With time, he’d been assured, the natural portals would attune themselves to his will, opening less frequently and in more regular times and places. There would always be natural portals to be closed - and sometimes opened - but it would become more manageable than the frantic game of catchup he’d be forced to play initially.
The first year had an enormous learning curve - aside from the portals themselves - was collecting those lost in the Living Realm - and returning some to it for ‘the cycle,’ which had been a lot to take in.
Not that it was too much of a surprise, what with Tucker.
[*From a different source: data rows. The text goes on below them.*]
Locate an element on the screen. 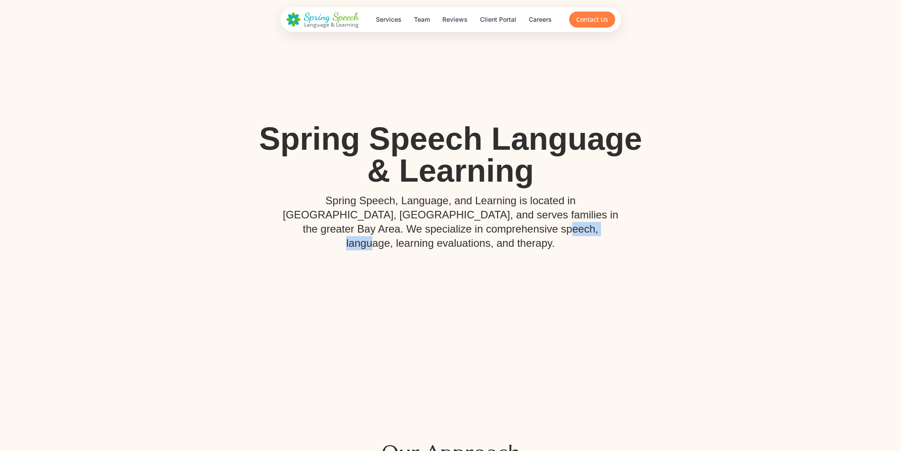 The width and height of the screenshot is (901, 451). button: Client Portal is located at coordinates (498, 20).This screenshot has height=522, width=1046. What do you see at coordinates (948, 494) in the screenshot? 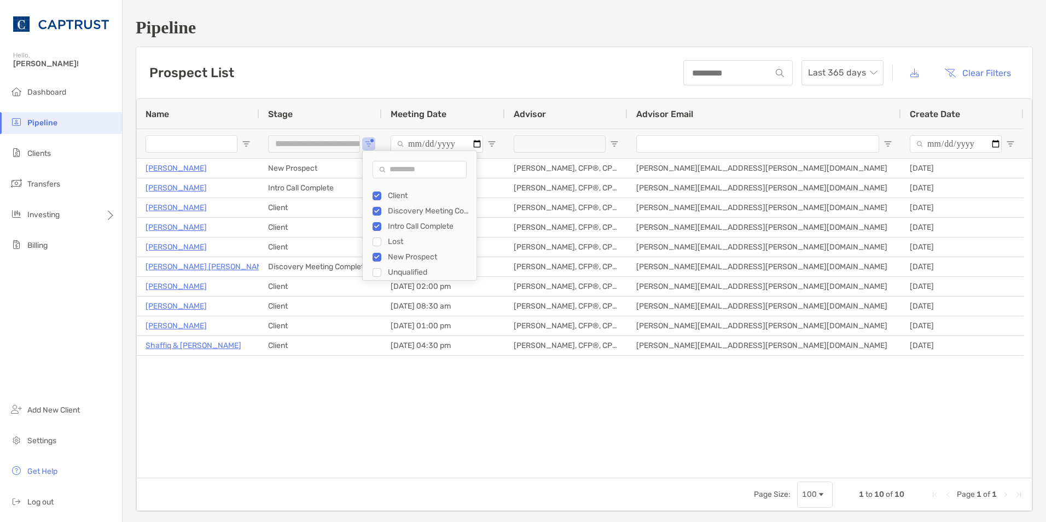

Mediating discussion between the Realms’ different kingdoms was another major chunk of the job - stressful at times, but he’d sort of done something similar with Dora and her brother. Though that involved more punching - the ghosts that came to him for mediation were surprisingly willing to actually talk things out, for the most part.
At first he’d been worried the stress of the position on top of his usual fights and newly acquired college work would overwhelm him.
Instead, it was…nice. Relaxing, almost.
Being the High King made life simpler.
After the first few years of being a ghost, most of his rogues had become more friends than enemies. The few that remained either respected or feared his title, and avoided Amity Park wholesale. Combined with the upped security around the Fenton portal and his newfound ability to close natural portals, ghost fights - that weren’t just the equivalent of a friendly hello - were almost nonexistent.
There were precious few humans that needed his help these days. But plenty of ghosts did.
Helping ghosts ferry safely between the Living Realm and the Ghost Zone, mediating arguments and discussion between different factions, and the ability to make the Zone less chaotic through actual governing with sensible rules and ethical, reasonable reform programs (not punishments. Jazz had a whole slideshow about recidivism rates in punishment- vs reforms-focused countries and various methodologies for instituting effective programs. It made his head spin but man if it didn’t make everyone - including Walker - happy [honestly, Walker just seemed happy to have any system, even if it was Danny running it]) had his core practically singing from how much he was indulging his obsession.
The new powers were kind of a lot and the Observants seemed determined to drown his free time in paperwork, but between everything else about the job and the online college accommodating his less-than-in-high-school-but-still-pretty-chaotic schedule?
Danny was happier than he’d expected to be.
So of course it was only once he’d finally stopped waiting for the other shoe to drop that Clockwork requested a meeting with him.
Clockwork had always been there to give advice or answer questions - at least, to the extent he usually did, which was ‘as cryptically as possible - but Danny always sought him out. He’d never requested a meeting - honestly, Danny had expected him to just show up if wanted to - that he had gave Danny the distinct feeling that maybe there really was another shoe falling.
Hoping he was wrong but bracing himself anyway, he takes a fortifying breath and enters his throne room to wait.